Logs from webdriver:
We have a couple of options here.
1. Selenium’s get_log() API:
Selenium offers an API which we can use to demand logs by making a remote call to the selenium web server, for example in Python as follows:
driver_logs = driver.get_log(“driver”)
2. The ‘webdriver.chrome.logfile’ environment property:
We can also set a command-line option while launching the web driver server that will instruct the webdriver process to dump logs to a particular location on the disk. The above webdriver server launch command can be augmented like this:
java
-Dselenium.LOGGER.level=INFO
-log Path/to/webdriver-server.log
-Dwebdriver.chrome.logfile=/Path/to/chromedriver.log
-jar selenium-standalone.jar
To compare the above two approaches, both can be pretty useful depending on how do we want to use the captured logs. Approach (1) is better when you want to log to a new file on every test because it gives you full control over how you write the captured logs. You can also filter the logs before writing them. The one drawback that I feel with this is that it will incur an additional network call on the web driver server which can be time-consuming if the logs are huge and the server is remote.
Selenium WebDriver allows resizing and maximizing window natively from its API. We use 'Dimension' class to resize the window.

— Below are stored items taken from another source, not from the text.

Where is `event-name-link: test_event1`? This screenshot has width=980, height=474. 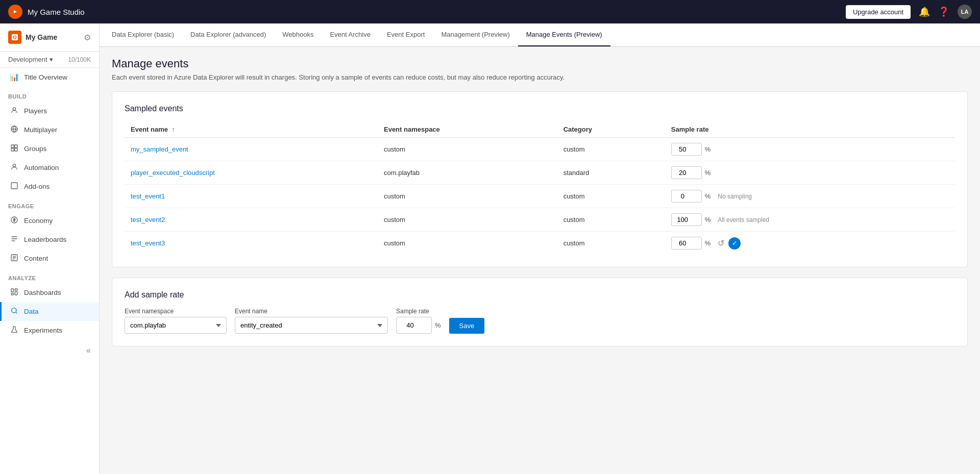
event-name-link: test_event1 is located at coordinates (148, 196).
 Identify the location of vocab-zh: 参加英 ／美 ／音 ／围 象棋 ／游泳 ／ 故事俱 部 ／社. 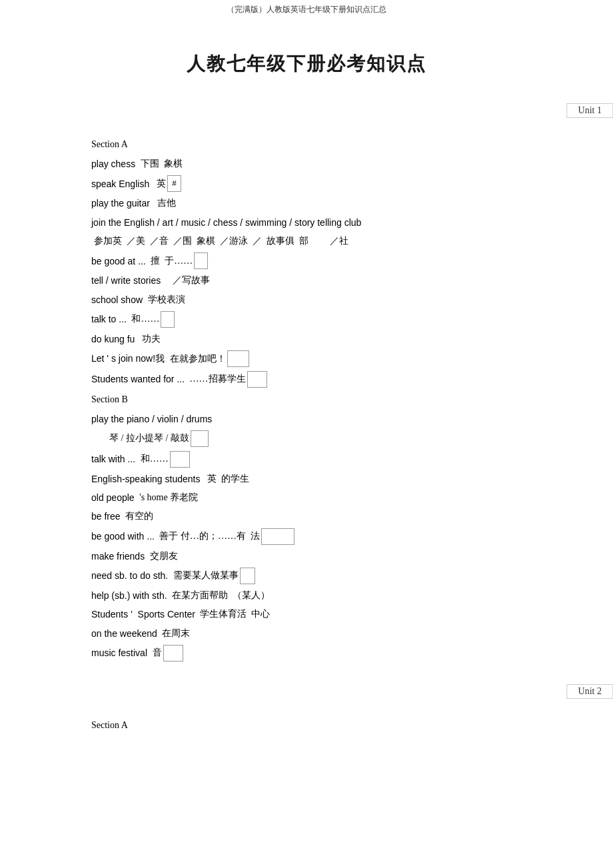
(221, 241).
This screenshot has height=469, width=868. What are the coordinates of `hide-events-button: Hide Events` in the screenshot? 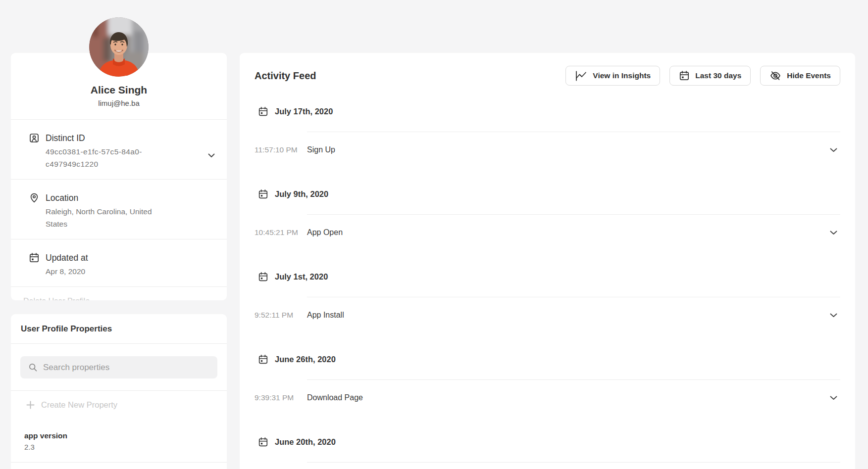 It's located at (800, 76).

Let’s take the help of Selenium WebDrivers Dimension Class and declare object say 'd' by initializing it with width and height as 420X600 as shown below:
Remember, We need to import the statement 'import org.openqa.selenium.Dimension'
import org.openqa.selenium.Dimension;
import org.openqa.selenium.WebDriver;
import org.openqa.selenium.firefox.FirefoxDriver;
import org.testng.annotations.Test;
public class browser {
@Test
public void openBrowserwithGivenDimension()
{
WebDriver driver = new FirefoxDriver();
driver.navigate().to("http://google.co.in");
System.out.println(driver.manage().window().getSize());
Dimension d = new Dimension(420,600);
//Resize the current window to the given dimension
driver.manage().window().setSize(d);
}
}
We can set the size and perform testing with lower resolution. We can also perform testing on Responsive sites which automatically get adjust based on the browser size.